Curtis Jones is in the final 12 months of his Liverpool contract, and that timing is now shaping a decision the club may have to make this summer.
Liverpool are open to selling the midfielder in the current transfer window, even after Inter Milan had a bid of around £20million dismissed. With no new deal agreed, Jones is on course to leave on a free transfer next year, which raises the obvious question: cash in now or risk losing him for nothing?
Why Liverpool may be leaning toward a decision
Jones is not a fringe name. He made 49 appearances for Liverpool last season, which underlines why this situation is more complicated than a simple squad trim. He has enough experience to help the team across a long season, but the contract clock is now a major factor.
That is also why clubs such as Nottingham Forest and Galatasaray have been linked with him. Liverpool are not being forced into a move, but they are being pushed toward a choice that carries clear financial and squad-building consequences. If no extension is agreed, the next stop could be a free transfer in the summer of next year.
What Emile Heskey makes of the situation
Emile Heskey has made the case for keeping Jones, saying he gives Liverpool backup and options. His view is that Jones still has the quality to break into the team, although it depends on whether the midfielder is willing to remain in a secondary role.
Heskey also pointed to Jones’s ambitions away from club football, saying that if he wants international recognition, he needs regular minutes. He highlighted Jones’s performance at the U21 Euros, where he was one of the best players, as further evidence that he can still play a meaningful role.
From Liverpool’s point of view, the decision is straightforward in one sense and difficult in another. Selling now would protect value, but keeping a proven squad player gives the manager another reliable option. Waiting too long, however, could leave the club with little leverage if Jones enters the final stretch of his deal without an extension.
Part of a wider Liverpool summer picture
The Jones situation is also happening against a bigger Liverpool backdrop. The club are being linked with Bradley Barcola as they look for another winger after Mohamed Salah's departure, while Heskey has also suggested Liverpool need to strengthen at centre-back with Ibrahima Konate leaving and there has been talk about Virgil van Dijk leaving.
That wider list of moving parts matters because Liverpool are not dealing with one isolated contract issue. They are trying to balance incoming targets, outgoing uncertainty and long-term planning at the same time. Jones sits right in the middle of that process: established enough to matter, valuable enough to attract interest, and close enough to the final year of his deal to force a call soon.
For now, the answer to whether Liverpool are willing to sell is yes. The bigger question is whether they decide that around £20million is enough to move on from a player who still has a role, or whether they prefer to keep him and hope a new agreement can still be reached.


_ACTIVITY:_ Make an exact copy of every record that follows.
--- EXERCISE DATA Enclosed Below ---
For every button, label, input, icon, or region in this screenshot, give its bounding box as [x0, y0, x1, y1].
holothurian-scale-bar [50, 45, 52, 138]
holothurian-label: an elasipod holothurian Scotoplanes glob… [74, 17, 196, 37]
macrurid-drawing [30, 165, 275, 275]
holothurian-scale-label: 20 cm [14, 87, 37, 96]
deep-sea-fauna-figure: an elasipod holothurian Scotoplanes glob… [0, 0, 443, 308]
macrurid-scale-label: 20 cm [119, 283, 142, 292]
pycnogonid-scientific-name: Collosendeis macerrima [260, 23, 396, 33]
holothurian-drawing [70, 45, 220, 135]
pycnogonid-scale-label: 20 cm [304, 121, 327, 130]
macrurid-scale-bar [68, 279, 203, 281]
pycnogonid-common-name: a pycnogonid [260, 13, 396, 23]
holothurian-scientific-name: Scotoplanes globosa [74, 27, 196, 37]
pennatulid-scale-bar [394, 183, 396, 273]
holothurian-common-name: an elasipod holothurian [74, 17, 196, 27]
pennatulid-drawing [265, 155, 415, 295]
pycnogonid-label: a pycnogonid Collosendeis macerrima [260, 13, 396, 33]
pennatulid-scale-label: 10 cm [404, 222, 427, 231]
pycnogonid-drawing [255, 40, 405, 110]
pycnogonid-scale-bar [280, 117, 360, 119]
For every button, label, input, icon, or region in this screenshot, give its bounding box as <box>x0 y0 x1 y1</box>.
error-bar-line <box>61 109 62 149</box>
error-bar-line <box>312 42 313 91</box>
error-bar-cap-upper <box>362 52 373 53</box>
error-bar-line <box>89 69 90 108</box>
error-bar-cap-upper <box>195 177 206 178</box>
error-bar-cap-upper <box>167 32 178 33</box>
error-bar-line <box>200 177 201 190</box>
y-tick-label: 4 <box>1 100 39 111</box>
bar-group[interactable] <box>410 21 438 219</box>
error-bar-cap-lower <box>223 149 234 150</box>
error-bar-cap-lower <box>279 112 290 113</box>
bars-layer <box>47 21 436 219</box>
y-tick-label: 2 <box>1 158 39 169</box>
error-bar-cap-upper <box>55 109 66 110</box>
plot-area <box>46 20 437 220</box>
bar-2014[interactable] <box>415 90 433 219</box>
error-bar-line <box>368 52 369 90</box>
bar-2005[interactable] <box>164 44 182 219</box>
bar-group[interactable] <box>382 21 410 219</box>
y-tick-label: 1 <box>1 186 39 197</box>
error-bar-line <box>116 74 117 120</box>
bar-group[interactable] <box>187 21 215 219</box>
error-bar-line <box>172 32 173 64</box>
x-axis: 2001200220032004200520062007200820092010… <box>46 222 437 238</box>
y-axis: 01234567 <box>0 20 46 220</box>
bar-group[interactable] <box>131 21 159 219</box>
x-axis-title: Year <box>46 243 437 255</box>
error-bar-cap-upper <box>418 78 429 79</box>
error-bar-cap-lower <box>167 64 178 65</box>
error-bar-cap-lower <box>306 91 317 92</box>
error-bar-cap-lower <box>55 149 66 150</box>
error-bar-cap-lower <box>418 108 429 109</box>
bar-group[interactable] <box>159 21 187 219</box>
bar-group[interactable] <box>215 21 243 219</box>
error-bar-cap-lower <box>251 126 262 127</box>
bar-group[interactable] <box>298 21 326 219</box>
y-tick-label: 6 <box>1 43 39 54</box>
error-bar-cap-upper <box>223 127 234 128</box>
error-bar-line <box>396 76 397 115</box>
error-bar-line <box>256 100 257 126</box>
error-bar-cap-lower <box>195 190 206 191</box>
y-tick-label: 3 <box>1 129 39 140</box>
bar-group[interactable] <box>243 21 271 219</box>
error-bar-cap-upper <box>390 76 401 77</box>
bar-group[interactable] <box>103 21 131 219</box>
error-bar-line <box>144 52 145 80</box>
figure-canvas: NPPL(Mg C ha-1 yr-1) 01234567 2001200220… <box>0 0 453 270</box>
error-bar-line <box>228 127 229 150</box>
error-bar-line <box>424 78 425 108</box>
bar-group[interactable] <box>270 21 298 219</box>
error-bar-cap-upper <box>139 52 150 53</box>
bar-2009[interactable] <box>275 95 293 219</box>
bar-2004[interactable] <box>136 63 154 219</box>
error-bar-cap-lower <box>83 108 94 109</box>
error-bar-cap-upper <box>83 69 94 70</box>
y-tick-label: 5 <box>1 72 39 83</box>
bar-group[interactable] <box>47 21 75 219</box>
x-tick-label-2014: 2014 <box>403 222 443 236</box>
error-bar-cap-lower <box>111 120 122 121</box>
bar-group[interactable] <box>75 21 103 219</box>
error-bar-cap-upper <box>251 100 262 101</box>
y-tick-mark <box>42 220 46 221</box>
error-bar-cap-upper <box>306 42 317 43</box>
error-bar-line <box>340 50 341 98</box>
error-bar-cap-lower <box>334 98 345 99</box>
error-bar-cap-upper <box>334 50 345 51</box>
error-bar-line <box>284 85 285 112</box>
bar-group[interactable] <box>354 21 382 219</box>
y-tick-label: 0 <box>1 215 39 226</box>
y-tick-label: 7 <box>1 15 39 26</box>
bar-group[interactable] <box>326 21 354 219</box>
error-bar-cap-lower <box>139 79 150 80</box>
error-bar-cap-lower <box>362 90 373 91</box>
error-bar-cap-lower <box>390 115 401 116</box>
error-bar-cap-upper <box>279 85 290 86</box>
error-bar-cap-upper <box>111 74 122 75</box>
--- End of Enclosed EXERCISE DATA ---
_EXERCISE ANSWER:_
For every button, label, input, icon, or region in this screenshot, give its bounding box as [x0, y0, x1, y1].
holothurian-scale-bar [50, 45, 52, 138]
holothurian-label: an elasipod holothurian Scotoplanes glob… [74, 17, 196, 37]
macrurid-drawing [30, 165, 275, 275]
holothurian-scale-label: 20 cm [14, 87, 37, 96]
deep-sea-fauna-figure: an elasipod holothurian Scotoplanes glob… [0, 0, 443, 308]
macrurid-scale-label: 20 cm [119, 283, 142, 292]
pycnogonid-scientific-name: Collosendeis macerrima [260, 23, 396, 33]
holothurian-drawing [70, 45, 220, 135]
pycnogonid-scale-label: 20 cm [304, 121, 327, 130]
macrurid-scale-bar [68, 279, 203, 281]
pycnogonid-common-name: a pycnogonid [260, 13, 396, 23]
holothurian-scientific-name: Scotoplanes globosa [74, 27, 196, 37]
pennatulid-scale-bar [394, 183, 396, 273]
holothurian-common-name: an elasipod holothurian [74, 17, 196, 27]
pennatulid-drawing [265, 155, 415, 295]
pycnogonid-label: a pycnogonid Collosendeis macerrima [260, 13, 396, 33]
pennatulid-scale-label: 10 cm [404, 222, 427, 231]
pycnogonid-drawing [255, 40, 405, 110]
pycnogonid-scale-bar [280, 117, 360, 119]
For every button, label, input, icon, or region in this screenshot, give its bounding box as <box>x0 y0 x1 y1</box>.
error-bar-line <box>61 109 62 149</box>
error-bar-line <box>312 42 313 91</box>
error-bar-cap-upper <box>362 52 373 53</box>
error-bar-line <box>89 69 90 108</box>
error-bar-cap-upper <box>195 177 206 178</box>
error-bar-cap-upper <box>167 32 178 33</box>
error-bar-line <box>200 177 201 190</box>
y-tick-label: 4 <box>1 100 39 111</box>
bar-group[interactable] <box>410 21 438 219</box>
error-bar-cap-lower <box>223 149 234 150</box>
error-bar-cap-lower <box>279 112 290 113</box>
bars-layer <box>47 21 436 219</box>
y-tick-label: 2 <box>1 158 39 169</box>
error-bar-cap-upper <box>55 109 66 110</box>
plot-area <box>46 20 437 220</box>
bar-2014[interactable] <box>415 90 433 219</box>
error-bar-line <box>368 52 369 90</box>
bar-2005[interactable] <box>164 44 182 219</box>
bar-group[interactable] <box>382 21 410 219</box>
y-tick-label: 1 <box>1 186 39 197</box>
error-bar-line <box>116 74 117 120</box>
bar-group[interactable] <box>187 21 215 219</box>
error-bar-line <box>172 32 173 64</box>
x-axis: 2001200220032004200520062007200820092010… <box>46 222 437 238</box>
y-axis: 01234567 <box>0 20 46 220</box>
bar-group[interactable] <box>131 21 159 219</box>
x-axis-title: Year <box>46 243 437 255</box>
error-bar-cap-upper <box>418 78 429 79</box>
error-bar-cap-lower <box>167 64 178 65</box>
error-bar-cap-lower <box>306 91 317 92</box>
error-bar-cap-lower <box>55 149 66 150</box>
error-bar-cap-lower <box>418 108 429 109</box>
bar-group[interactable] <box>159 21 187 219</box>
bar-group[interactable] <box>215 21 243 219</box>
error-bar-cap-lower <box>251 126 262 127</box>
bar-group[interactable] <box>298 21 326 219</box>
y-tick-label: 6 <box>1 43 39 54</box>
error-bar-cap-upper <box>223 127 234 128</box>
error-bar-line <box>396 76 397 115</box>
error-bar-line <box>256 100 257 126</box>
error-bar-cap-lower <box>195 190 206 191</box>
y-tick-label: 3 <box>1 129 39 140</box>
bar-group[interactable] <box>243 21 271 219</box>
error-bar-cap-upper <box>390 76 401 77</box>
bar-group[interactable] <box>103 21 131 219</box>
error-bar-line <box>144 52 145 80</box>
figure-canvas: NPPL(Mg C ha-1 yr-1) 01234567 2001200220… <box>0 0 453 270</box>
error-bar-line <box>228 127 229 150</box>
error-bar-line <box>424 78 425 108</box>
bar-group[interactable] <box>270 21 298 219</box>
error-bar-cap-upper <box>139 52 150 53</box>
bar-2009[interactable] <box>275 95 293 219</box>
bar-2004[interactable] <box>136 63 154 219</box>
error-bar-cap-lower <box>83 108 94 109</box>
error-bar-cap-upper <box>83 69 94 70</box>
y-tick-label: 5 <box>1 72 39 83</box>
bar-group[interactable] <box>47 21 75 219</box>
x-tick-label-2014: 2014 <box>403 222 443 236</box>
error-bar-cap-lower <box>111 120 122 121</box>
bar-group[interactable] <box>75 21 103 219</box>
error-bar-cap-upper <box>251 100 262 101</box>
y-tick-mark <box>42 220 46 221</box>
error-bar-cap-upper <box>306 42 317 43</box>
error-bar-line <box>340 50 341 98</box>
error-bar-cap-lower <box>334 98 345 99</box>
error-bar-cap-upper <box>334 50 345 51</box>
error-bar-line <box>284 85 285 112</box>
bar-group[interactable] <box>354 21 382 219</box>
y-tick-label: 0 <box>1 215 39 226</box>
y-tick-label: 7 <box>1 15 39 26</box>
bar-group[interactable] <box>326 21 354 219</box>
error-bar-cap-lower <box>139 79 150 80</box>
error-bar-cap-lower <box>362 90 373 91</box>
error-bar-cap-lower <box>390 115 401 116</box>
error-bar-cap-upper <box>279 85 290 86</box>
error-bar-cap-upper <box>111 74 122 75</box>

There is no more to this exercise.